I just had to post this photograph of that time I shared a good laugh with Judi Dench.
Heh-heh.
No, actually, it’s Brendan O’Hea, co-author with Dench of the fascinating book I just finished, Shakespeare: The Man Who Pays the Rent. But oddly, he looks rather like me, doesn’t he? Or like a long-lost cousin?

The photograph, from the back cover flap of the book, has me reflecting on the architype of the double in life and literature. Perhaps it is strangest when it occurs in the real world.

Once, covering a civil trial for the Chicago Tribune, I noticed my doppelgänger in the jury box. He had that look I share with several of my cousins on my dad’s side. We even had the same close-cropped haircut. He noticed me, too. Throughout the trial we kept sneaking glances at each other.
I thought, We could be related. It’s not impossible. Working is an uncommon surname, but a fair number of our clan settled in Illinois and Minnesota, as attested by old Civil War records (my ancestors fought on the Union side). Maybe I should chat with him after the verdict, I thought.
[Check out Russell’s new novel, The Insurrectionist.]
At the first break he stood up. He was about a foot shorter than I. All my cousins on my dad’s side are tall. I thought, Maybe not. Anyway, the jurors left out the back, and I was on deadline, too rushed to talk to him.
‘The Comedy of Errors’
Dench and O’Hea’s book is an oral history of the Shakespeare roles she played over the years. (It’s a wonderful book, by the way. If you love Shakespeare, go buy it.) One chapter deals with “The Comedy of Errors,” which doubles up on the doubles. Two twins named Antipholus were separated as infants during a shipwreck; they have twin servants, both named Dromio. Shakespeare brings them to the same city as adults. Let the madcap mistaken identities begin.

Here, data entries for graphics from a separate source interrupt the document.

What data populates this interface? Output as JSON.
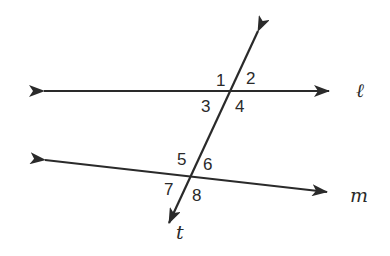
{
  "diagram": {
    "type": "parallel lines cut by a transversal",
    "lines": [
      {
        "name": "ℓ",
        "label": "ℓ",
        "from": [
          25,
          91
        ],
        "to": [
          348,
          91
        ],
        "arrows": "both"
      },
      {
        "name": "m",
        "label": "m",
        "from": [
          27,
          158
        ],
        "to": [
          345,
          194
        ],
        "arrows": "both"
      },
      {
        "name": "t",
        "label": "t",
        "from": [
          265,
          15
        ],
        "to": [
          161,
          240
        ],
        "arrows": "both"
      }
    ],
    "intersections": [
      {
        "lines": [
          "ℓ",
          "t"
        ],
        "point": [
          230,
          91
        ],
        "angles": [
          "1",
          "2",
          "3",
          "4"
        ]
      },
      {
        "lines": [
          "m",
          "t"
        ],
        "point": [
          191,
          176
        ],
        "angles": [
          "5",
          "6",
          "7",
          "8"
        ]
      }
    ],
    "angle_labels": {
      "a1": "1",
      "a2": "2",
      "a3": "3",
      "a4": "4",
      "a5": "5",
      "a6": "6",
      "a7": "7",
      "a8": "8"
    },
    "line_labels": {
      "l": "ℓ",
      "m": "m",
      "t": "t"
    },
    "colors": {
      "stroke": "#2a2a2a",
      "background": "#ffffff"
    }
  }
}
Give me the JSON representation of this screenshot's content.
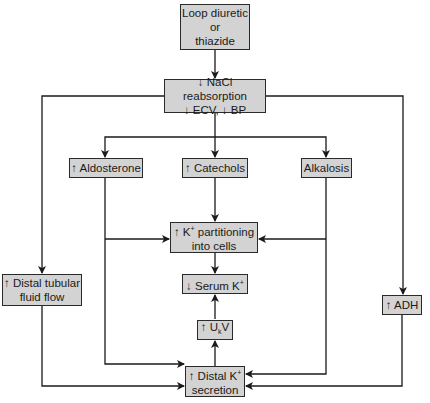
{
  "diagram": {
    "nodes": {
      "loop_diuretic": {
        "line1": "Loop diuretic",
        "line2": "or",
        "line3": "thiazide"
      },
      "nacl": {
        "line1": "↓ NaCl reabsorption",
        "line2": "↓ ECV, ↓ BP"
      },
      "aldosterone": {
        "label": "↑ Aldosterone"
      },
      "catechols": {
        "label": "↑ Catechols"
      },
      "alkalosis": {
        "label": "Alkalosis"
      },
      "k_partition": {
        "line1_prefix": "↑ K",
        "line1_sup": "+",
        "line1_suffix": " partitioning",
        "line2": "into cells"
      },
      "serum_k": {
        "prefix": "↓ Serum K",
        "sup": "+"
      },
      "ukv": {
        "prefix": "↑ U",
        "sub": "k",
        "suffix": "V"
      },
      "distal_k": {
        "line1_prefix": "↑ Distal K",
        "line1_sup": "+",
        "line2": "secretion"
      },
      "distal_flow": {
        "line1": "↑ Distal tubular",
        "line2": "fluid flow"
      },
      "adh": {
        "label": "↑ ADH"
      }
    },
    "edges": [
      {
        "from": "loop_diuretic",
        "to": "nacl"
      },
      {
        "from": "nacl",
        "to": "aldosterone"
      },
      {
        "from": "nacl",
        "to": "catechols"
      },
      {
        "from": "nacl",
        "to": "alkalosis"
      },
      {
        "from": "nacl",
        "to": "distal_flow"
      },
      {
        "from": "nacl",
        "to": "adh"
      },
      {
        "from": "aldosterone",
        "to": "k_partition"
      },
      {
        "from": "catechols",
        "to": "k_partition"
      },
      {
        "from": "alkalosis",
        "to": "k_partition"
      },
      {
        "from": "k_partition",
        "to": "serum_k"
      },
      {
        "from": "ukv",
        "to": "serum_k"
      },
      {
        "from": "distal_k",
        "to": "ukv"
      },
      {
        "from": "aldosterone",
        "to": "distal_k"
      },
      {
        "from": "distal_flow",
        "to": "distal_k"
      },
      {
        "from": "alkalosis",
        "to": "distal_k"
      },
      {
        "from": "adh",
        "to": "distal_k"
      }
    ],
    "colors": {
      "box_fill": "#d3d3d3",
      "line": "#1a1a1a"
    }
  }
}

A more somber literary case of doubles appears in Dicken’s A Tale of Two Cities. For the love of a woman, Sydney Carton goes to the guillotine in place of his lookalike, Charles Darnay. Dostoevsky wrote an eponymous novel on the theme of the double. Conrad’s “The Secret Sharer” is the tale of a ship captain who onboards and hides an accused murder who resembles himself. In Mark Twain’s The Prince and the Pauper, nine-year-old Edward VI of England swaps places with his double, an indigent Londoner named Tom Canty.
Downtown doppelgänger
A few years back, when I worked at Ragan Communications, a colleague told me she had just seen someone who looked exactly like me on Michigan Avenue.
“He even wore your same style of clothing,” she said.
“I don’t have a style,” I said. “I just wear what my wife buys me.”
“Well, that’s just what he wears.”
I told her I was offended at the notion that Nonna was buying clothes for random Russells wandering Chicago.
Others have noticed doubles in real life. A Canadian photographer named François Brunelle “Finds Look-Alikes That Are Not Actually Related By Blood But Look Incredibly Similar,” Bored Panda screams in amazement. Some of them could almost be identical twins.
Thanks to Dench and my long-lost quasi-double, O’Hea, I am putting “The Comedy of Errors” on my reading list. I haven’t opened the play script since I reviewed an Oregon Shakespeare Festival performance perhaps thirty-five years ago. But I am sure it is worth a second read.